The story of one educator's crusade to increase technology access at his school.

Three years ago, inner-city teacher Dave Prentice got hold of 17 used computers-all without operating systems. A local bank donated the old 486 and Pentium machines, but wiped the hard drives clean for security reasons. Without an operating system, the hardware amounted to some very large paperweights.

Adding the computers to his math classroom would nearly double the number of PCs that were in Warren Easton High School, a predominantly African-American school in a working-class New Orleans neighborhood. But the district didn't have the money to help Prentice set up a bunch of Windows-based computers. So Prentice turned to a free version of Red Hat Linux and before the end of the school year had 14 computers on the Internet-making his the only classroom in his school with more than one machine connected to the Web.
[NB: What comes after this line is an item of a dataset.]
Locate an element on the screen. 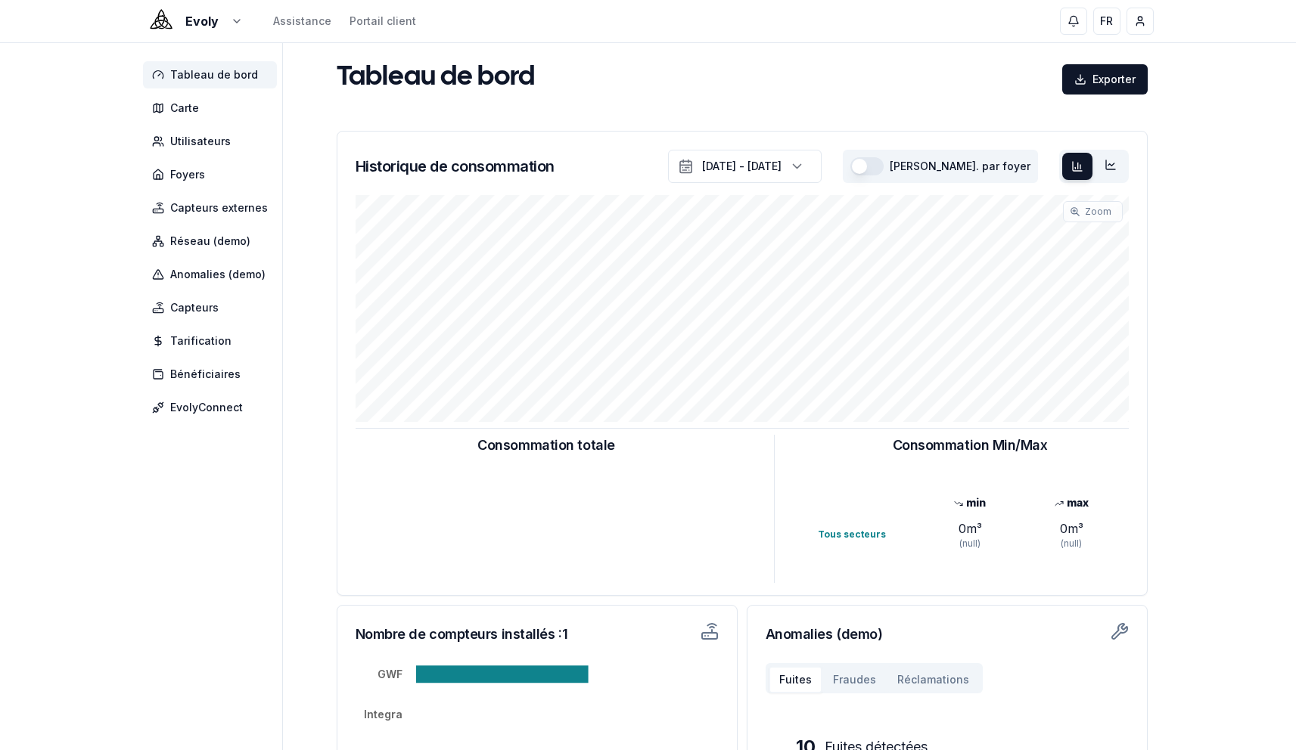 Image resolution: width=1296 pixels, height=750 pixels. span: EvolyConnect is located at coordinates (206, 408).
Prentice also spent about $1,000 of his own money for the hard drives, network interface cards, memory, cables, hubs, and other items needed to set up a computer lab with the machines.

A lot has changed since then. Prentice started teaching chemistry this year, and his new classroom's tiered seats and too few electrical outlets make it impossible to run his computers, which now number 19. And the new math teacher wasn't interested in learning about Linux, so as a result the computers have been sitting in cold storage.

In the meantime, Prentice has been experimenting with turning the computers into thin clients. He plans to use one of his computers as the server, loading it with the Linux network operating system. "The challenge is getting the first client running. Once you do, the rest are a piece of cake because they're all about the same," says Prentice. "Linux is very good once it's running, but getting it up is user vicious."